Resurface of long fuel queues

The shortage of Premium Motor Spirit(PMS), popularly known as fuel has become a reoccurring crisis without no permanent solution. This have now become a routine national embarrassment as the sixth largest exporter of crude oil in Africa.

The Federal Capital Territory(FCT), Lagos, and other cities are faced with another round of fuel scarcity as queues resurface.

In some parts, it is either you buy at black market price of N200-250 per litre or you spend sleepless hours queueing without8 a guarantee of getting fuel.

The pain differs those who depend on fuel to run their businesses; same fate goes for people without constant power supply.

By implication, there is a spiralling effect on the prices of goods and services, transportation fares and others.

Several explanations have been given as factors for the scarcity. For instance former Secretary Independent Petroleum Marketers Association of Nigeria, (IPMAN), Mr. Mike Osatuyi, attributed the scarcity to inadequate supply in the past few days.

He told Journalists that as a result of the supply shortfall, depots prices had risen to  N180 per litre in Lagos and its environs.

He said, “The situation has culminated in higher prices at the depots. Our members, who find it difficult to get the product, pay between N175 – N185 per litre. Consequently, we are compelled to sell at higher prices in order to cover cost.”

The President of Independent Petroleum Marketers Association of Nigeria (IPMAN), Debo Ahmed had on Monday attributed the petrol scarcity in the Federal Capital Territory (FCT) and its environs on supply gap the blockade created.

Earlier, a the peak of the flood situation in Lokoja, Kogi State, The Nigerian Midstream and Downstream Petroleum Regulatory Authority(NMDPRA) said the current fuel scarcity in Abuja and other surrounding states is caused by the inability of fuel trucks to have access to Lokoja roads. The regulatory body said the roads were flooded.

The agency, however, assured that there was enough fuel stock and therefore appealed to members of the public to avoid panic buying as all efforts were being made to resolve fuel shortage in some filling stations in Abuja and its environs.

According to a statement from the agency, the Lokoja flooding had affected the distribution of petroleum products to the Federal Capital Territory, Abuja, and environs as water had submerged a greater part of Lokoja city and grounded all vehicular movements, adding that as part of measures to mitigate the situation, “trucking via alternative routes is currently ongoing.”

But now that the flood has receded, the scarcity of the petroleum products persisted in Abuja, its environs, Lagos and other cities.

Though the IPMAN’s President in a statement has attributed the current scarcity to the break in supply of the product, stressing that there was a lot of product in the depots.
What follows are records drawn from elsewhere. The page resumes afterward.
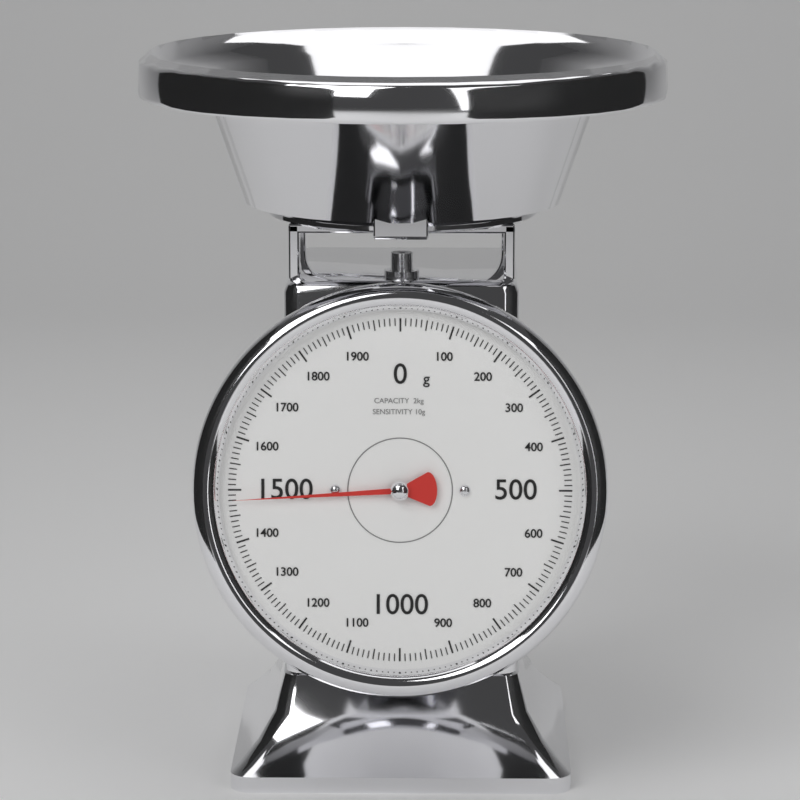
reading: 1480 g
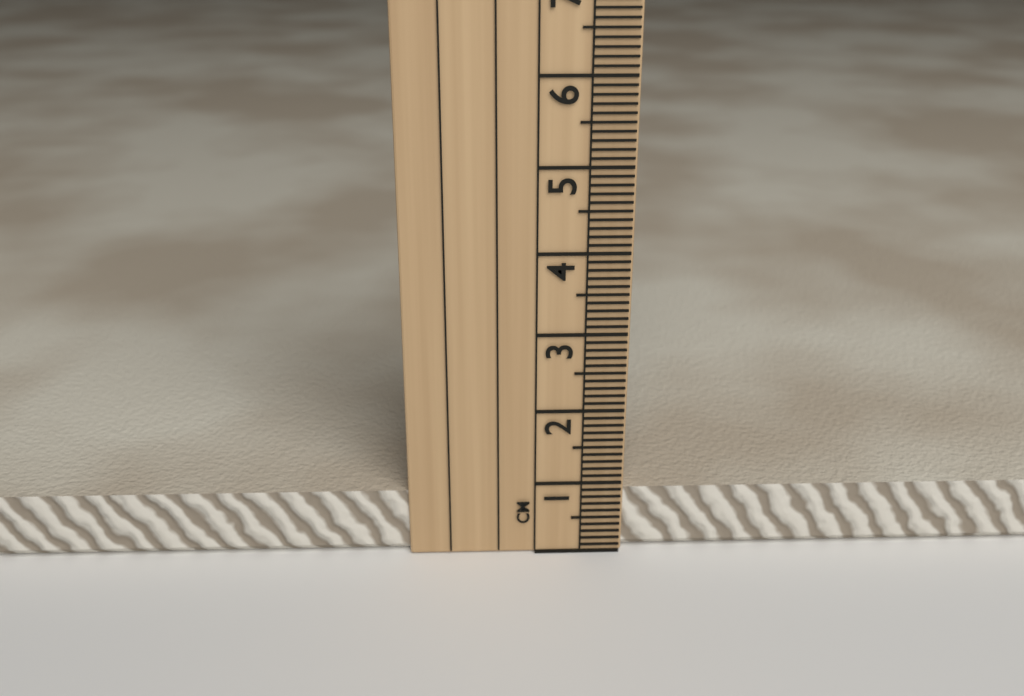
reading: 0.9 cm
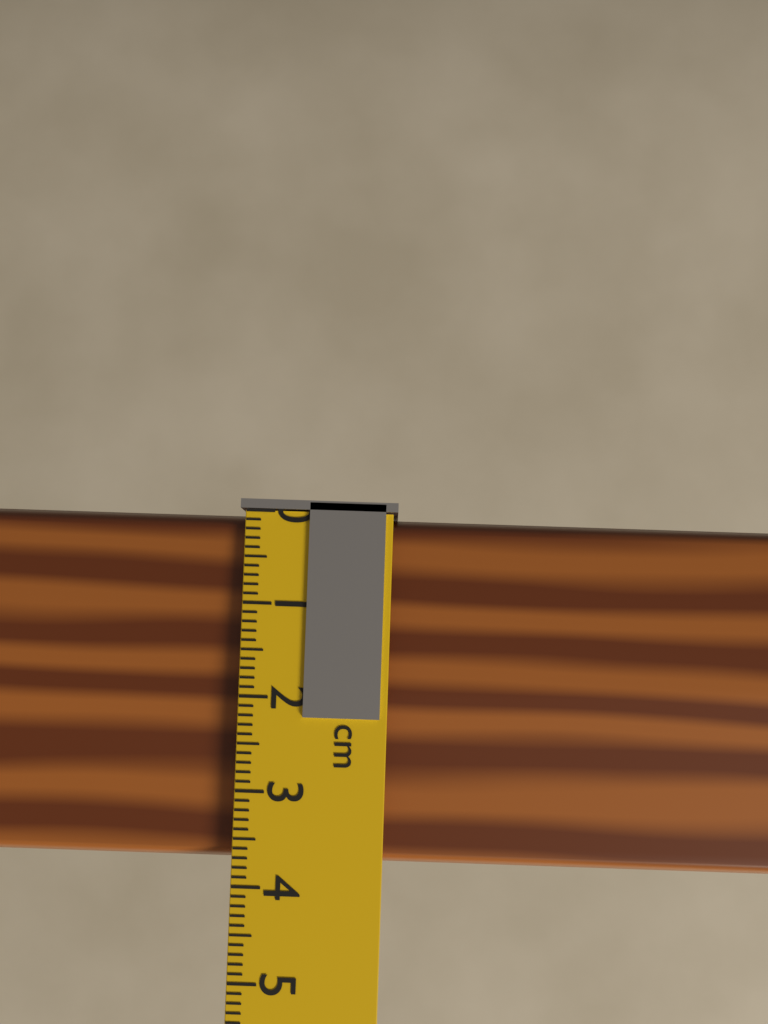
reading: 3.8 cm
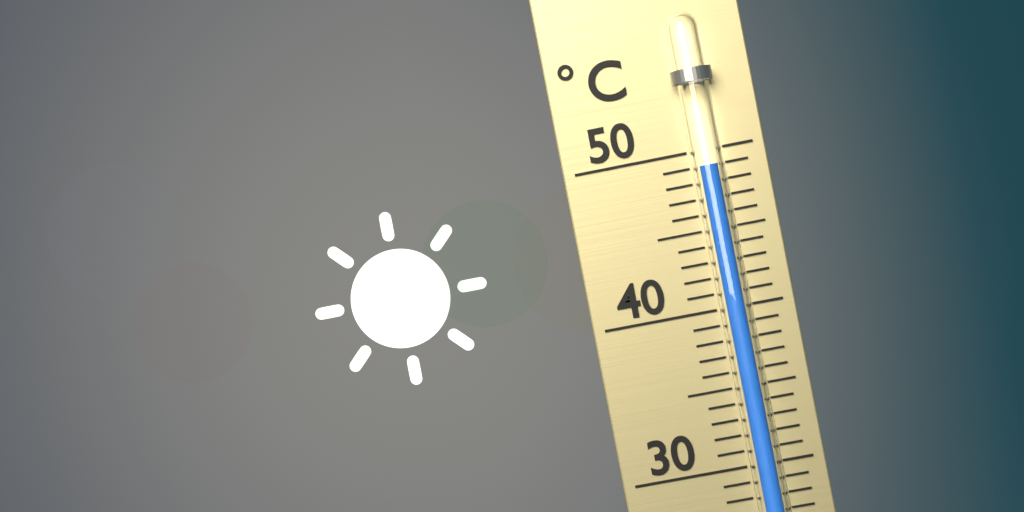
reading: 49 °C
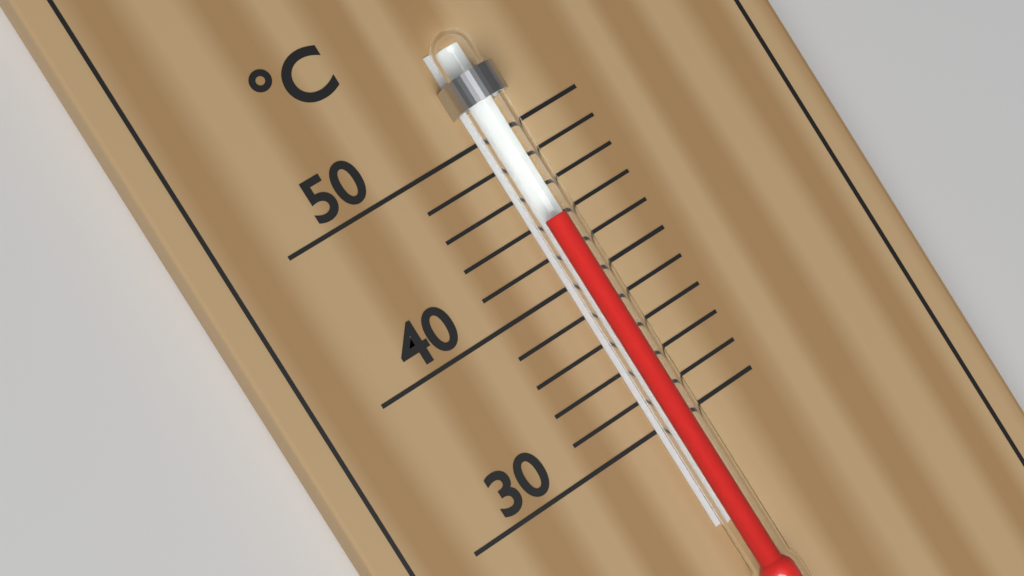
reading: 44 °C
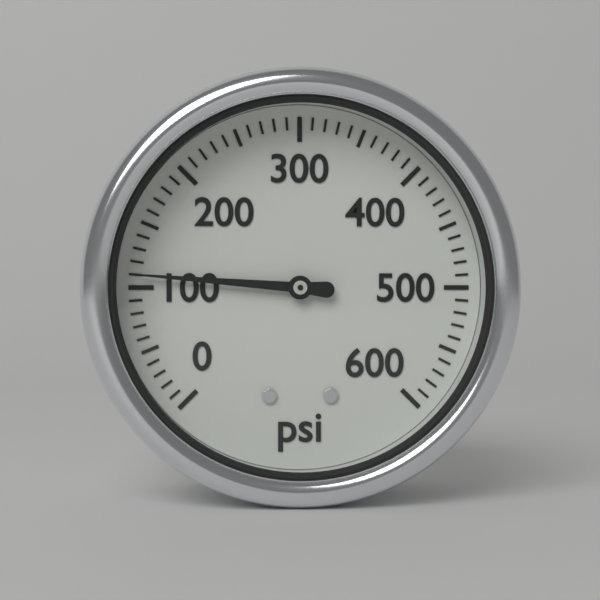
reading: 110 psi
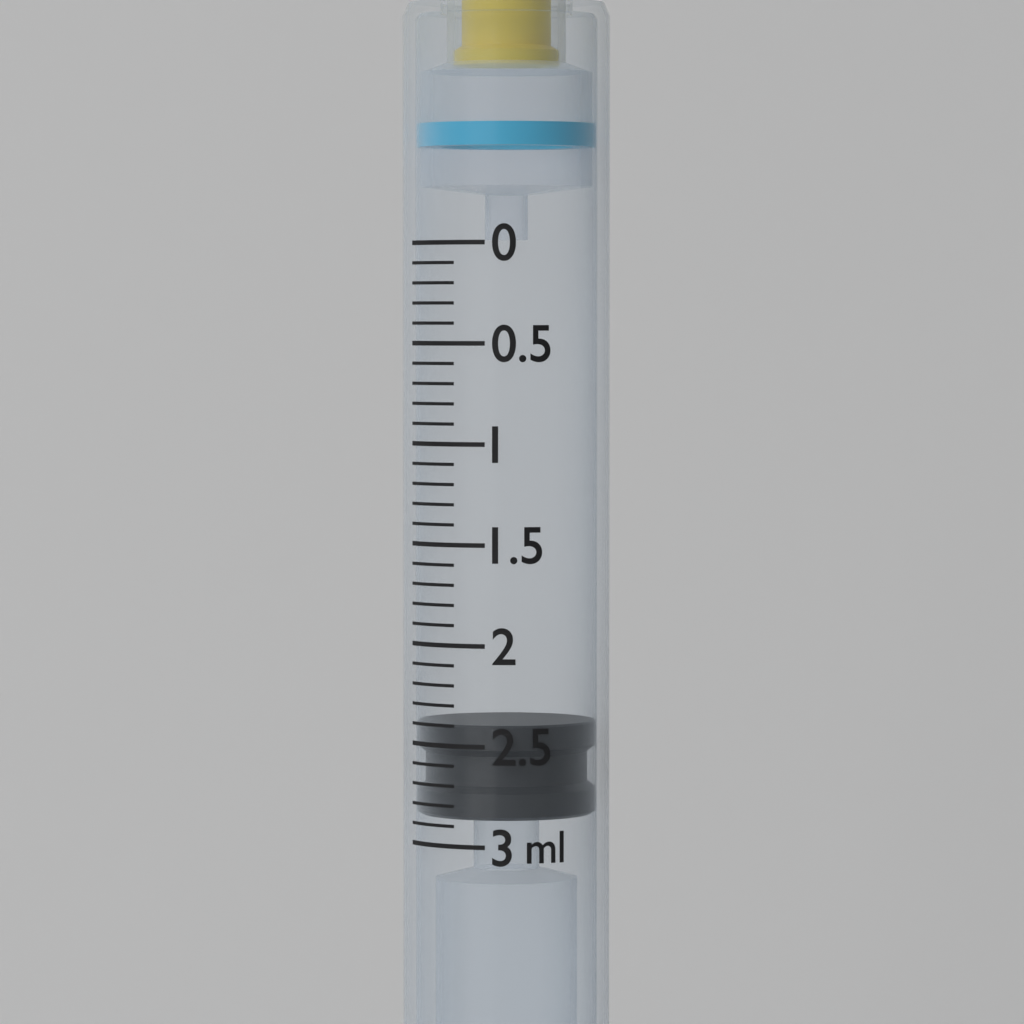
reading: 2.4 ml
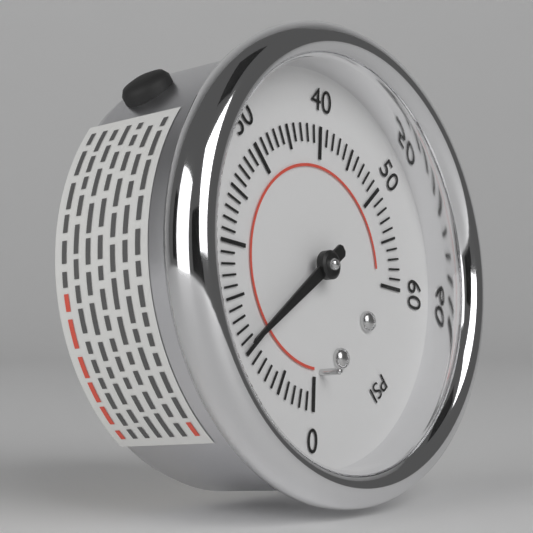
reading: 11 psi
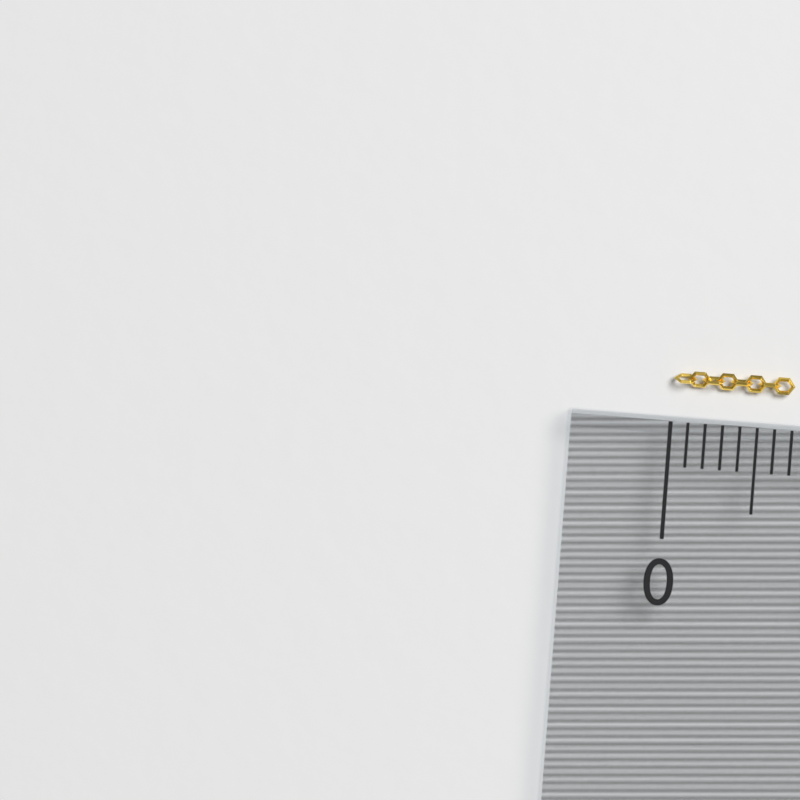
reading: 0.7 (no unit)
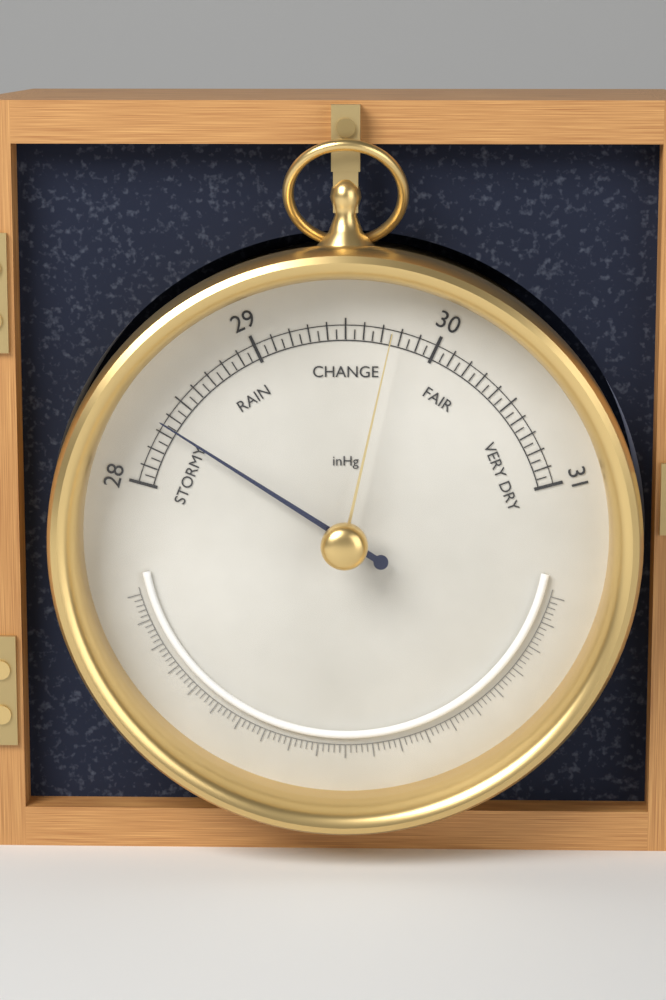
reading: 28.35 inHg
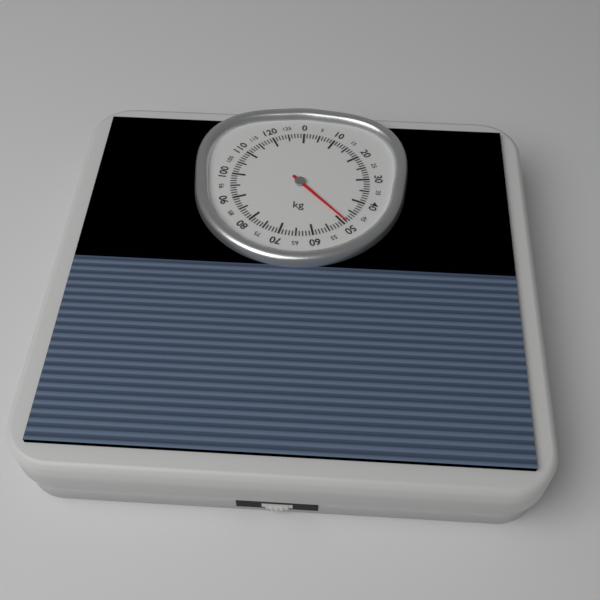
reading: 49 kg
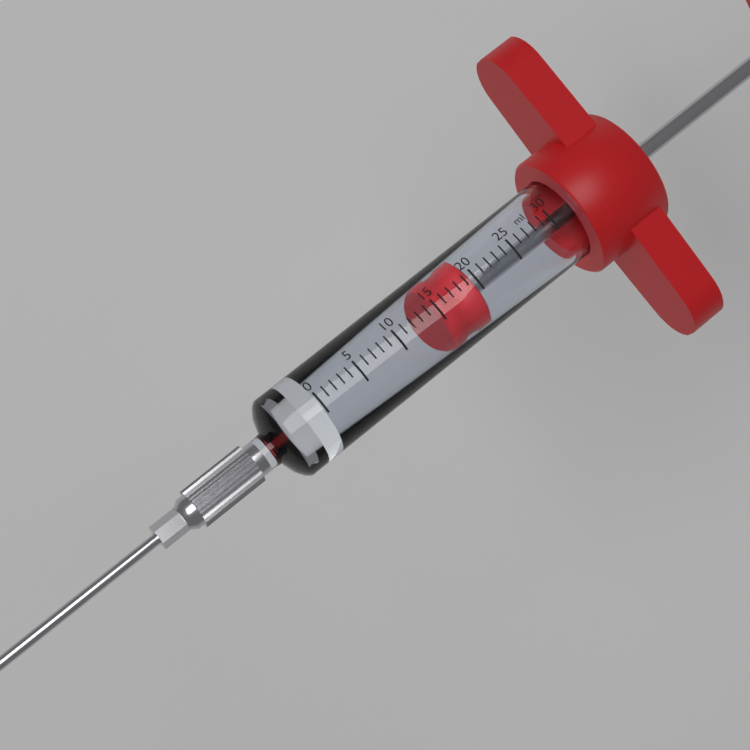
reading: 15 ml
“They (suppliers) have to load from the depots to meet up because as it is coming, people are buying. A lot of people are thinking there is still the iscarcity so they will queue. It is not that there is no product, there is a lot of product in the depots. So, it is because of the break in supply of the product that is still causing the scarcity,” he noted.

However these justifications sound whether on the part NMDPRA or IPMAN, what ordinary Nigerians needs is availability of fuel, not an amorphous brand of excuses.

Fuel scarcity comes with an occassioned hardship whereby, car owners, motorists spend unusual hours queuing for fuel in filling stations. This shouldn’t be the fate of anybody, not even ones enemy.

Aside being the poverty capital of the World, Nigeria prides herself with perennial hardship in the name fuel scarcity. In a nation with the 10th largest Crude oil reserves, but its citizen queue daily in filling stations in search of Fuel. For many Nigerians, the hardship seems to have waste their time; spending the whole day in the filling stations queueing for petrol is just a layer of tough times one faces living in Nigeria.

At this time and season fuel scarcity shouldn’t be added to the existing long list of worries for Nigerians. Federal Government should do everything possible to make sufficient supply of petrol across the country. Here, fixing our moribund refineries is key. Yearly, budget are allocated for the revamping of Nigeria refineries; now is the time to utilize those monies.

Also the Nigerian National Petroleum Corporation Limited (NNPCL), oil marketers and indeed other stakeholders are to put the interest of the country first, it is only when this is done, that there will be light at the end of the tunnel.

Even though NNPC has placed order for repair of its 445,000 barrels per refineries, the focus of the government should be to boost in-country refining capacity.